Desperate to know more about this bizarre marketing tactic from the early days of the internet, I dove deep beyond page one of Google results and tried a wide variety of queries. But alas, it seems this effort predated the advent of posting online every single thing that happens on Earth. Whatever!
We may never know if this email marketing campaign worked for the Email Robot product. We do know that Xoom went on to be ranked as the 7th most popular site on the web before fading away into the annals of internet history.
What makes email spam, spam?
As a modern-day digital marketer, you’ve probably looked at your email analytics and let out an annoyed sigh when you see that a subscriber has reported the newsletter that they signed up to receive as spam.
(Okay, maybe you did more than just sigh)
Maybe they don’t understand how to politely unsubscribe, or maybe spam is simply in the eye of the beholder.
It’s easy for spam filters to mistake your email marketing campaigns for junk mail, too -- almost as easy as it is to mistake a black fly in your chardonnay for something ironic.

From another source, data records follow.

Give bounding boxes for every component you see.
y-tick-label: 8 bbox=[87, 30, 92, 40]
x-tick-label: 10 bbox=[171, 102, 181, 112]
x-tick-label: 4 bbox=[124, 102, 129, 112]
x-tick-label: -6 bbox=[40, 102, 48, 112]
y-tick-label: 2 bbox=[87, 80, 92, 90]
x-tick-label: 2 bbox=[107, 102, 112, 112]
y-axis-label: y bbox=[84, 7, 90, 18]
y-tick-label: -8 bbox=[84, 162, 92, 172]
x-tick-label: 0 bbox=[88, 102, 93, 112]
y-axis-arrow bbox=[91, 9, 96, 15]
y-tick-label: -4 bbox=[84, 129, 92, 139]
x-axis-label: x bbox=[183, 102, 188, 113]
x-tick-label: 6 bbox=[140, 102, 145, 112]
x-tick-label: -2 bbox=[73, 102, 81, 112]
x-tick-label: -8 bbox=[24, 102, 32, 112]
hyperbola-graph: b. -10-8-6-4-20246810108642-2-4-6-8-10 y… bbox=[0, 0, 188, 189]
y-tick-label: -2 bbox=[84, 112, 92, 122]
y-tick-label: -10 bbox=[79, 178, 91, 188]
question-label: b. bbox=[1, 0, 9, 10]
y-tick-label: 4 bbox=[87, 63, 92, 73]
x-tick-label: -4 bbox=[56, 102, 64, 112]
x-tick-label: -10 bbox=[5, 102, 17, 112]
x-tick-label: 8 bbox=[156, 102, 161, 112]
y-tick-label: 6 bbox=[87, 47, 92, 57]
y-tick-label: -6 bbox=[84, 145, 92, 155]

Many email service providers don’t warn you about spam issues until it’s too late. But Email on Acid’s Deliverability features in Campaign Precheck help you remove spam signals and alert you to blocklisting before you hit send. We do this by testing your message against nearly two-dozen spam filters and the most popular blocklisting services.
Unlike the ‘90s, anti-spam efforts and digital privacy laws are now the norm. We no longer read every email we receive because we’re all getting tons of them every day. An email that ends up in a spam folder is a wasted email that will never get opened. Left unaddressed for too long, and it will also hurt your sender score.
That’s why Email on Acid helps you improve deliverability and so much more. Because there’s nothing ironic about failing to deliver email perfection.